At a glance
- Firm: The Donald Zucker Company ("The Zucker Organization"), with residential division Manhattan Skyline Management
- Principal: Donald M. Zucker (founder), with operating leadership including Laurie Zucker
- Founded: 1961 (started as a mortgage brokerage; ground-up development from the mid-1960s)
- Focus: Manhattan rental, condominium, and co-op development and long-term ownership — a builder-owner-operator, not a merchant builder
- Signature scale: Nearly 30 buildings developed over roughly six decades, plus thousands of managed apartments
- Source: The Roebling Team at Compass — verified against public records and published reporting. July 2026.
Who Donald Zucker is
Donald Zucker is one of Manhattan's longest-tenured developers and landlords. He founded his firm in 1961 as a mortgage brokerage, moved into ground-up development in the mid-1960s, and over roughly sixty years built close to thirty buildings across rental, condominium, and co-op formats while assembling a large owned-and-managed apartment portfolio through Manhattan Skyline Management, the firm's residential division. He has also been a fixture of the civic and industry establishment, with REBNY leadership and public-service roles.
For a buyer, the relevant point is posture: this is a developer that has historically built to hold and operate rather than to sell and move on — a builder-owner whose name has been attached to Manhattan residential product across several decades.

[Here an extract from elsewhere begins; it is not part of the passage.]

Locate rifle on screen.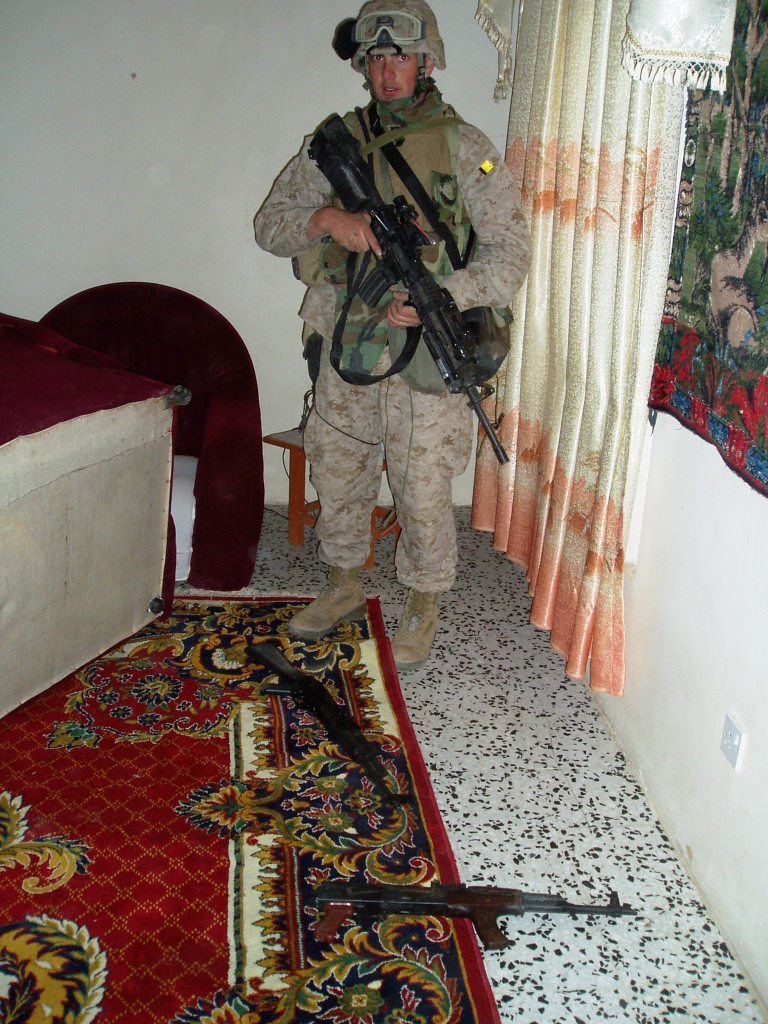
On screen at [303,109,509,463].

Buildings by Donald Zucker
Donald Zucker projects already profiled on this site:
- 200 East 32nd Street (The Future) — the 1993 Murray Hill/Kips Bay condominium tower with its silvery aluminum façade and 45-degree angled balconies, designed by Costas Kondylis with Paul Rudolph
- 30 East 85th Street — the Carnegie Hill luxury condominium built by Zucker with co-developer Joseph Slifka
Reputation and what a buyer should know
Zucker's public profile is that of a reputable, long-established developer, and no construction-defect litigation against these buildings surfaced in the public record — though a definitive read would require a building-specific DOB and court-record check. One point of care on identity: a separate rent-regulation class action reported in the market involves a different firm and should not be attributed to Zucker's Manhattan Skyline, and older neighborhood grumbling over Zucker-owned retail rents is reputational noise, not a building-quality matter. Standard diligence applies at any Zucker building — read the offering plan or co-op documents, confirm lien and title status, and review the warranty where applicable.

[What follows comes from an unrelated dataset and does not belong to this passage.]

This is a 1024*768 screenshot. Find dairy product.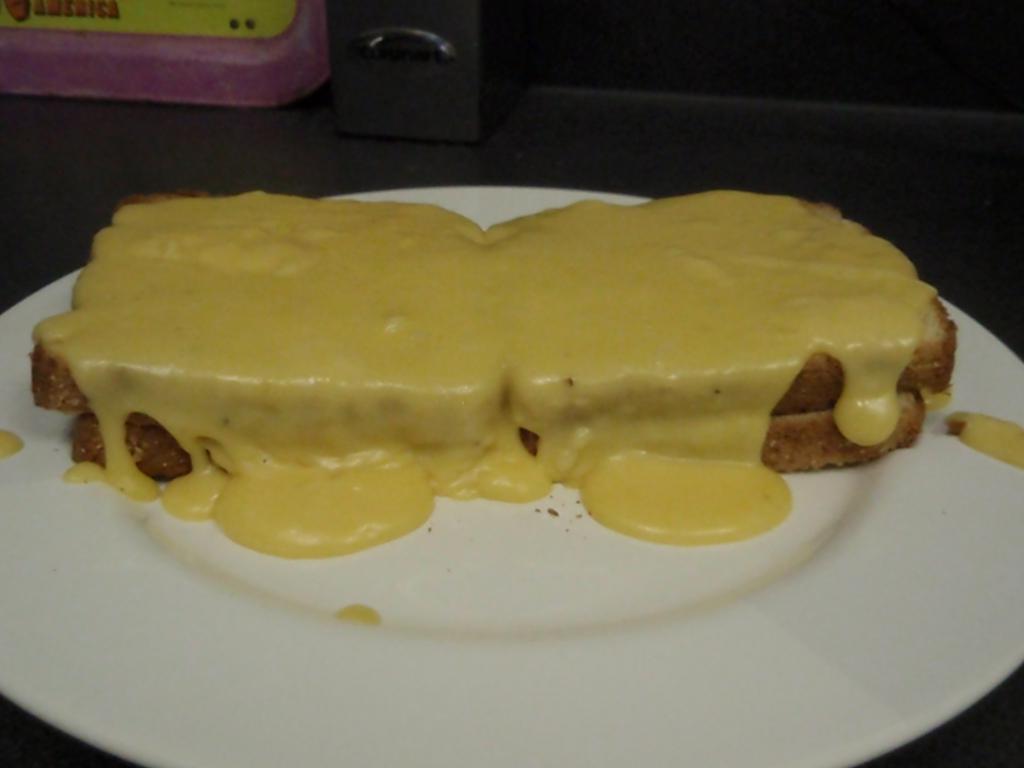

The Roebling Team on Donald Zucker buildings
We track the sponsors behind Manhattan's condominium inventory because a buyer is partly betting on the developer's quality and staying power. If you're evaluating a Donald Zucker building — or weighing it against another sponsor's product — a 30-minute consultation is the right starting point.
Corey Cohen, Principal · The Roebling Team at Compass 646.939.7375 · c.cohen@compass.com
This developer profile reflects publicly available information — including NYC public records, court filings, and published reporting — and The Roebling Team's transaction experience. It is provided for research purposes and is not legal advice; nothing here alleges wrongdoing or building defects beyond what the cited public record supports. The Roebling Team at Compass does not represent the Donald Zucker Company. © 2026 The Roebling Team at Compass.